Organic wastes disappear with TERAX™

Mounting piles of municipal biosolids cause headaches for local authorities and resource managers the world over. For those who wish it would all disappear, Scion has developed a technology that could help it do just that.

A hydrothermal deconstruction process being tested in Rotorua offers a new approach to waste management. The environmental technology, known as TERAXTM , “cooks” sewage biosolids and breaks them down into smaller and simpler organic compounds. Strictly speaking the waste does not disappear, rather it is transformed. The process takes a pile of waste and turns it into useful industrial chemicals, energy or fertiliser products.

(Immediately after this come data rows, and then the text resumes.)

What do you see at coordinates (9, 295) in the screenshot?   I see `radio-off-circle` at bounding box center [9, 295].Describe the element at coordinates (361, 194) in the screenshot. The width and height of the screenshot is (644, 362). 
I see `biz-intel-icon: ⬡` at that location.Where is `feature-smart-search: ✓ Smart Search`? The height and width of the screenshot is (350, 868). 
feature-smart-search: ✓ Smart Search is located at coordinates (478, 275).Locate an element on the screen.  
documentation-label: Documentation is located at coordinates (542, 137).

Scion and Rotorua District Council (RDC) have constructed a 200 litre/hour pilot plant at Rotorua’s Wastewater Treatment Plant to test the TERAXTM process as a potential solution to the district’s waste disposal problem. RDC Works Manager Peter Dine says early results from the pilot plant are exciting.

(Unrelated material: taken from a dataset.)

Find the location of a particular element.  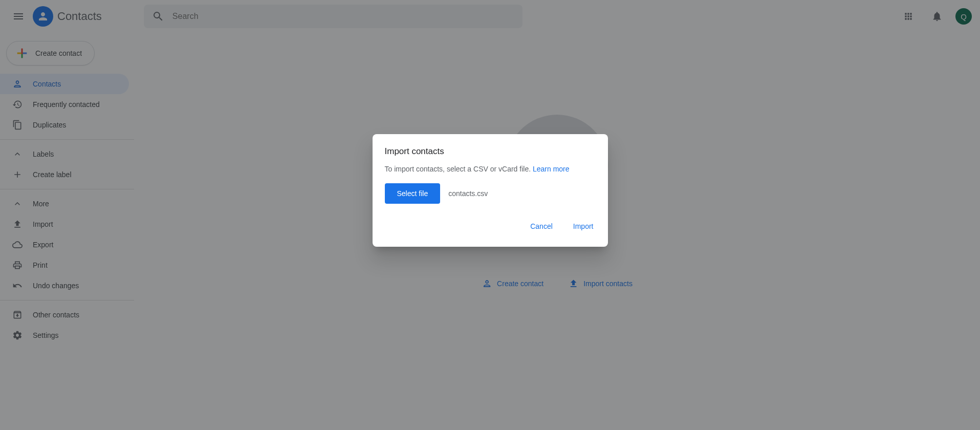

select-file-button: Select file is located at coordinates (412, 193).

“There is a lot of interest in the process because we can now demonstrate that it actually works. The engineering challenges have been substantial as a whole lot of separate components need to work together, but we can see that it will do what was expected,” he explains.

Since the official opening of the hydrothermal oxidation plant in May 2011, the facility has been expanded to include an anaerobic fermentation plant to allow complete testing of the hydrothermal deconstruction process.

Scion’s General Manager Sustainable Design, Dr Trevor Stuthridge says the anaerobic fermentation plant uses bacterial cultures to pre-treat the organic waste and significantly decrease the volume of material that enters hydrothermal oxidation. The second step in the process uses high pressure and temperature with oxygen to break down the waste material and derive useful compounds from it.

“The greatest advancements have been in the recovery of valuable chemicals from the process, giving us the ability to change the economics of waste disposal by generating value from these biological wastes,” he explains.

To put the nuts and bolts on these science ideas, Scion and RDC worked closely with Longveld Engineering in Hamilton, and Rotorua-based consulting engineers Allan Estcourt Ltd. Trevor says the technical hurdles have been both challenging and interesting as the pilot plant provides a good opportunity for trouble-shooting issues that were not evident at laboratory scale.

Once the plant is fully operational and testing is complete, the next step is to design a commercial plant capable of handling all biosolids from Rotorua’s Wastewater Treatment Plant. That’s where it’s hoped the investment in research and development will pay off.

RDC Chief Executive Peter Guerin says a full-scale plant in Rotorua could initially remove thousands of tonnes of biosolid waste going to landfill per year, if successful.

“Applied to all of Rotorua’s organic wastes, it could ultimately achieve net benefits (cost reduction and value creation) of around $4 million per year for the council and community,” he says.

Research shows the same technology could be used for managing organic wastes from food and industrial processors, such as pulp and paper, agriculture, dairy, meat and fruit processing. With 1.8 million tonnes of organic waste discarded each year in New Zealand, TERAXTM could transform it into a valuable resource – not magically, but scientifically.